Farm News  |   April 30, 2024

Pollinator News

Entomologist David Notton on the new honey bee colony found at the farm, and the work to support pollinators…

A closeup of a bee on a purple flower amongst herbaceous green

This article is by David Notton, professional entomologist specialising in bees and wasps, who is a regular visitor and volunteer, logging many biological recordings (mainly plants and insects) at Lauriston Farm…

As the weather warms more bees are out and about, including a honey bee colony recently found in the fallen Ash by the Market Garden (video below). Visitors, please keep a safe distance – honey bees are not usually aggressive but will defend their nest!

 

Video of wild bee colony, by Huw Pennell

 

The Farm is home to many kinds of pollinator: honey bees, bumble bees, solitary bees, wasps, flies, beetles, moths and butterflies. They carry pollen between flowers, helping seeds and fruits to set. The Farm needs pollinators for fruit and seed crops – the Seed Kist would be half empty without insect pollination – and also to ensure cross-pollination and genetic health of wild plants. So we’re keeping a close eye on their numbers. Recent surveys have found more than 190 kinds of insect at Lauriston Farm. Butterfly Conservation Trust volunteer Huw Pennell is monitoring trends in bumble bees and butterflies to see how improvements to the Farm are helping, and I have recently starting monitoring moths.

Closeup of a bee covered in pollen, on a purple flower

Carder bumble bee pollinating Knapweed (David Notton)

 

So what about honey bees? The popular media focuses on honey bees more than other pollinators. However, honey bees are mostly domesticated and are not threatened in the UK, so “saving” them does not help our native pollinators, any more than conserving chickens helps wild bird populations! Worse still, recent studies show large honey bee populations can impact wild bees by competition and spreading disease. At Lauriston Farm, honey bees are already abundant because of the large number of hives in the apiary at Lauriston Castle. Wild colonies would be much more spread out (at less than one colony per square kilometre). This is why I recommend the Farm works to support native, wild pollinators rather than introducing more honey bees.

 

Closeup of a butterfly with a brown body and orange wings, with brown, yellow and blue pattern

Butterflies are pollinators too – Small tortoiseshell at Creeping thistle (David Notton)

 

Ongoing Farm projects already embrace a wide range of native pollinators at landscape scale. The farm is growing new hedgerows and leaving wild areas, which will provide more nectar and pollen resources – the messy bits often have most wildflowers! The new trees will also have valuable flowers, especially the orchard trees, and so will the planted wildflower strip (north field) and wildflower mound (by the Community Allotments). Shelter will be enhanced as trees mature, and the farm can create nest/hibernation sites by maintaining standing dead wood, scrub, tussocky grassland and creating bee banks. Of course, they don’t use insecticides as the Farm is organic. Plans for conservation grazing (unfortunately delayed by vigilante fence-cutting) could help to increase botanical diversity in the north field, and the new wildflower nursery has plans to grow and sell wildflowers more widely. Working with nature is definitely the way to go – it’s exciting to see how it will develop.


AIM OF THE EXERCISE
If a line in the entries below contains "diagram", copy it.
+===+
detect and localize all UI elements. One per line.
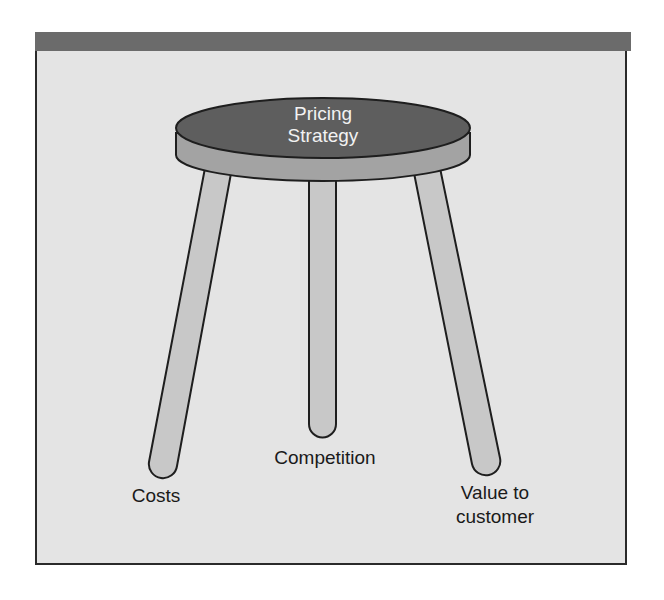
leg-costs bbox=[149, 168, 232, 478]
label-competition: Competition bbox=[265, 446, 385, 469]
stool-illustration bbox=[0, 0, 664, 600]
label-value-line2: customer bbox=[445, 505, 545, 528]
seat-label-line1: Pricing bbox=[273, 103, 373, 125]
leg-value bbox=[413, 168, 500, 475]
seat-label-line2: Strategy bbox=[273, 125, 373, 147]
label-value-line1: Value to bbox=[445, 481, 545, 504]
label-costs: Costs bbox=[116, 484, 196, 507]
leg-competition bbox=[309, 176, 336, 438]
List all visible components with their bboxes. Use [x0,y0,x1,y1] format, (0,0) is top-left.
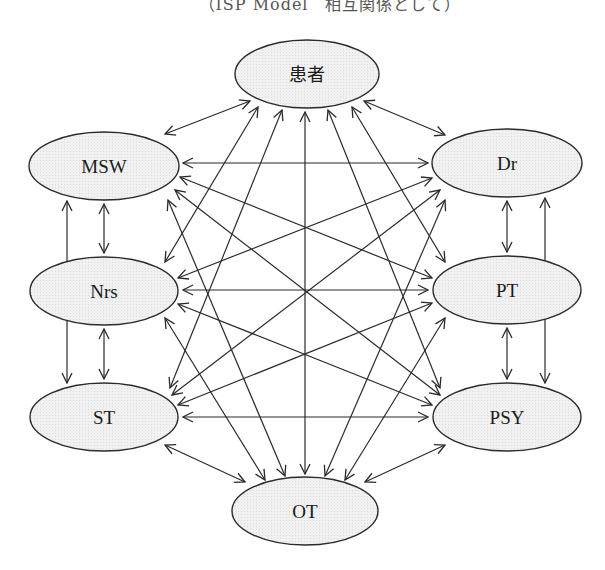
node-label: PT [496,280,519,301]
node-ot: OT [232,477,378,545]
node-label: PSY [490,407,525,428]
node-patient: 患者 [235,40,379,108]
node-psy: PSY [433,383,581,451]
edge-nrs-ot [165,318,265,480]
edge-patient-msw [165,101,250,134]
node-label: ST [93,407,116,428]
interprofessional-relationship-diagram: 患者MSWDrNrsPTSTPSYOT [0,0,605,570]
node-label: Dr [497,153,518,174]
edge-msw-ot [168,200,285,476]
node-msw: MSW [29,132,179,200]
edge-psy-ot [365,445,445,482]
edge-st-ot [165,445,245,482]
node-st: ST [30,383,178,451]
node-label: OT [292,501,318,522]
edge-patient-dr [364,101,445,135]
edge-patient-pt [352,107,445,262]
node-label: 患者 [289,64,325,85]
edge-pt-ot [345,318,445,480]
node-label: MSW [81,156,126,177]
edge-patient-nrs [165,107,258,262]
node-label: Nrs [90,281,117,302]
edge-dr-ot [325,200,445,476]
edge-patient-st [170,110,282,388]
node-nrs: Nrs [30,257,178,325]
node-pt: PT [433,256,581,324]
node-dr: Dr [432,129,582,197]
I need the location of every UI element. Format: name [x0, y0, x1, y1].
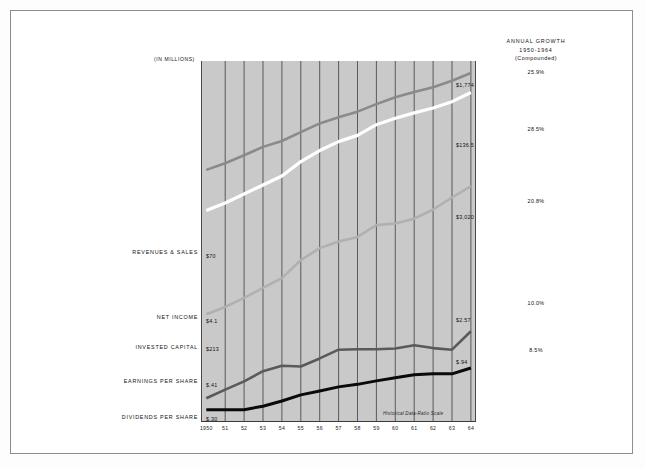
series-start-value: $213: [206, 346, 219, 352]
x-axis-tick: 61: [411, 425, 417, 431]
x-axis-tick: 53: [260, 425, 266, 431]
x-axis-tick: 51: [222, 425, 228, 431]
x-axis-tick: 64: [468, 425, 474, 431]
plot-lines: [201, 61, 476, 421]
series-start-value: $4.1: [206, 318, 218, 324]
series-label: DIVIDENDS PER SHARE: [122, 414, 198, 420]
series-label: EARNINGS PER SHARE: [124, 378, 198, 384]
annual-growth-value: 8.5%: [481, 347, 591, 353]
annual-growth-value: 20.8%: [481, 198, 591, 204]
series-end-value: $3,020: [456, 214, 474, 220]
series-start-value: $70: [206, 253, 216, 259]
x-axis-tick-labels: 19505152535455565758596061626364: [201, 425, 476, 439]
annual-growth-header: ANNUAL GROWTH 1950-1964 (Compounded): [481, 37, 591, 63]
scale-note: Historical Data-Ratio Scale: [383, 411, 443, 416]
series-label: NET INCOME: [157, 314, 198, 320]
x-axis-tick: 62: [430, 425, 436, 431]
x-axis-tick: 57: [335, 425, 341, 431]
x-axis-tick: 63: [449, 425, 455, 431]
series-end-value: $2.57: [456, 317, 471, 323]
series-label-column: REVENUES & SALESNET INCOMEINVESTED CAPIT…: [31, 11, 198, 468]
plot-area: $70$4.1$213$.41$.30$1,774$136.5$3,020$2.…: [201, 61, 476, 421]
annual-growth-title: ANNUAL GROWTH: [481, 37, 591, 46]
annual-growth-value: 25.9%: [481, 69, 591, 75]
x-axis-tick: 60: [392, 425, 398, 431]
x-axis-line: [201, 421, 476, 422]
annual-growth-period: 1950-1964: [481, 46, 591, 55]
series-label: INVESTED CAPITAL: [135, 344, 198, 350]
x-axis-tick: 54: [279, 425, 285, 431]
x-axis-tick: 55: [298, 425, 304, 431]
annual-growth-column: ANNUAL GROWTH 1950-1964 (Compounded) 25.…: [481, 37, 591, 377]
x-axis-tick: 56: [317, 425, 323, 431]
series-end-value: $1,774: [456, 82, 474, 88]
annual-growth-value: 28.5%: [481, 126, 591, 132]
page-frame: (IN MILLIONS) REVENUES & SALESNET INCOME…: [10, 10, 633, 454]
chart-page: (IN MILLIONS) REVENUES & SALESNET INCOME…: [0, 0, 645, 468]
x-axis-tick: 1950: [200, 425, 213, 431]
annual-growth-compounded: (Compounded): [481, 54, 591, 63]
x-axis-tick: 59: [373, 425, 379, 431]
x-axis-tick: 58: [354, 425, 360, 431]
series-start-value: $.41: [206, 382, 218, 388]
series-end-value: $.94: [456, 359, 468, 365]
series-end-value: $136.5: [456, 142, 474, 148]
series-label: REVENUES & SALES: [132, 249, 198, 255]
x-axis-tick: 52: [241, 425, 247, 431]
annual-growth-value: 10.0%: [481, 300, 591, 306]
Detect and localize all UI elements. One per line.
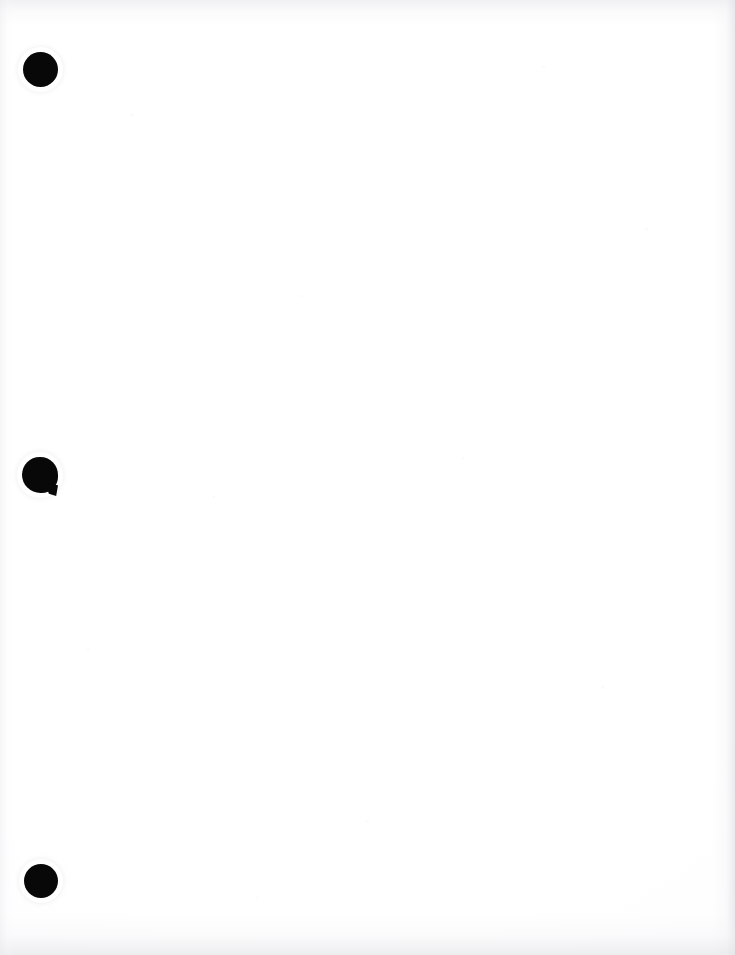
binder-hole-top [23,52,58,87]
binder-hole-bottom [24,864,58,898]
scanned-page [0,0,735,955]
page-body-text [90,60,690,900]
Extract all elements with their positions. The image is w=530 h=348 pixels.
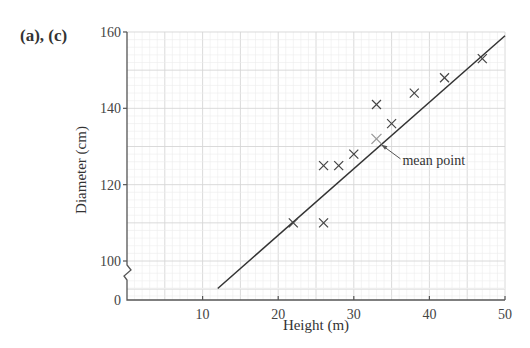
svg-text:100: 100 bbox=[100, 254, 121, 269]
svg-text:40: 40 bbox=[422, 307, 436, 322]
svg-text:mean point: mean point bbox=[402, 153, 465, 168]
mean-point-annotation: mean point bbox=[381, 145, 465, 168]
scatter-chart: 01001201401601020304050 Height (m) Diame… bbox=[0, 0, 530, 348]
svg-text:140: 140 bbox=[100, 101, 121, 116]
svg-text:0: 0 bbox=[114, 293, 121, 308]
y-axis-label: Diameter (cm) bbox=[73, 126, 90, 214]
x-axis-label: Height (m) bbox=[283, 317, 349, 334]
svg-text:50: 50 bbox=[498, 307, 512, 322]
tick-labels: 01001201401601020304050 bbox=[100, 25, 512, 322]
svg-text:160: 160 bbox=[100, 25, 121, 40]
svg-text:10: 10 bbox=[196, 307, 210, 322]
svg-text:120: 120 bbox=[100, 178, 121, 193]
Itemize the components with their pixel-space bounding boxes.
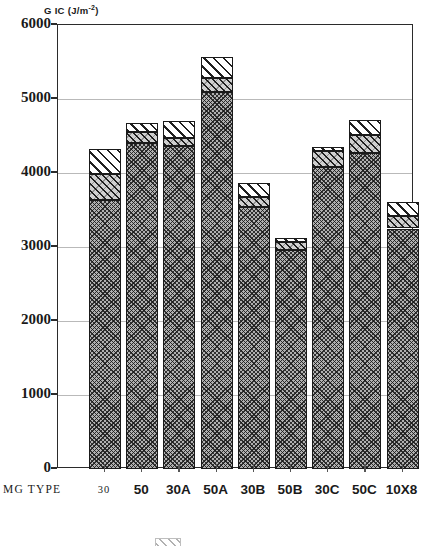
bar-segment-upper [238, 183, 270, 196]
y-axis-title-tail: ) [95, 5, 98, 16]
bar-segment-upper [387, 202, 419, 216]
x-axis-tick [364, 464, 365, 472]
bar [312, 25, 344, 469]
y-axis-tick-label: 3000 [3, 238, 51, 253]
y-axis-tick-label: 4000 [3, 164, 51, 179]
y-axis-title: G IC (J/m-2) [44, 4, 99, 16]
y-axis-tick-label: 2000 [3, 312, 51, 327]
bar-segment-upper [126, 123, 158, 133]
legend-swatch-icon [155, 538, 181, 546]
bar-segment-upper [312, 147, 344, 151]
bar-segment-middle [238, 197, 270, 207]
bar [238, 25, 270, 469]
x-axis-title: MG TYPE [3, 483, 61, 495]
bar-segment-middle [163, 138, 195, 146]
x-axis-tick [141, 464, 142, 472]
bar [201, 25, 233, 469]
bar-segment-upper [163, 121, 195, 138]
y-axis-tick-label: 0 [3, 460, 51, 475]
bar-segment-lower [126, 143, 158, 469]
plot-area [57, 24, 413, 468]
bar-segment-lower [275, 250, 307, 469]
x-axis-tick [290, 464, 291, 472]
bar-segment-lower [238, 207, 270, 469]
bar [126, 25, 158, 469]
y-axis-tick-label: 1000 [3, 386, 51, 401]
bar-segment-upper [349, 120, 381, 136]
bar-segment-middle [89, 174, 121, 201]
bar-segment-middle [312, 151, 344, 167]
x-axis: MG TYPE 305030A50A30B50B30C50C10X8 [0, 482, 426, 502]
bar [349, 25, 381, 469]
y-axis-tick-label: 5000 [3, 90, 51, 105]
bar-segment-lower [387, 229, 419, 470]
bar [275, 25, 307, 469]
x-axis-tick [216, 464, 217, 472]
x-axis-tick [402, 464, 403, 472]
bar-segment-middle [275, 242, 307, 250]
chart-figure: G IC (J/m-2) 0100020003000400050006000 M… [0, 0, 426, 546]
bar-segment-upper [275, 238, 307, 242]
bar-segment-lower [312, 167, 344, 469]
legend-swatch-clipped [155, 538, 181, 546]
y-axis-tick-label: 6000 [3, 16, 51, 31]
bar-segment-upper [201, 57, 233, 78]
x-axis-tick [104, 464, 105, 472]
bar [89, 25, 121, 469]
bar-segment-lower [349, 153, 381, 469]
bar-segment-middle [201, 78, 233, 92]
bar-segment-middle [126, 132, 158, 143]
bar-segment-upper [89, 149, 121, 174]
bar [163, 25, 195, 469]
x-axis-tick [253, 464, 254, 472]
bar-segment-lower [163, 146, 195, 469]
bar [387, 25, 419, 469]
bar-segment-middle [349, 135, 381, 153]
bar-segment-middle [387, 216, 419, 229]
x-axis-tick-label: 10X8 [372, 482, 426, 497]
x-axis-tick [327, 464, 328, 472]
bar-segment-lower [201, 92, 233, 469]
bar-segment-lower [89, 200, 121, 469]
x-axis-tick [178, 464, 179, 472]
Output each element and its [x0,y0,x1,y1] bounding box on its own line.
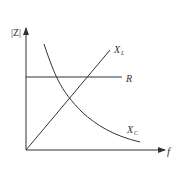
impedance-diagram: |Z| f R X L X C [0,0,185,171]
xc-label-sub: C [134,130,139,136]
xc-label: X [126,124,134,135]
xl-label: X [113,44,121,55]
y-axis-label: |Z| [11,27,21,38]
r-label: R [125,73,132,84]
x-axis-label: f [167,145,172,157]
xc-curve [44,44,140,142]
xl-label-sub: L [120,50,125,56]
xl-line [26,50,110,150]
+===+
WRITTEN RESPONSE
interprofessional-relationship-diagram: 患者MSWDrNrsPTSTPSYOT [0,0,605,570]
impedance-diagram: |Z| f R X L X C [0,0,185,171]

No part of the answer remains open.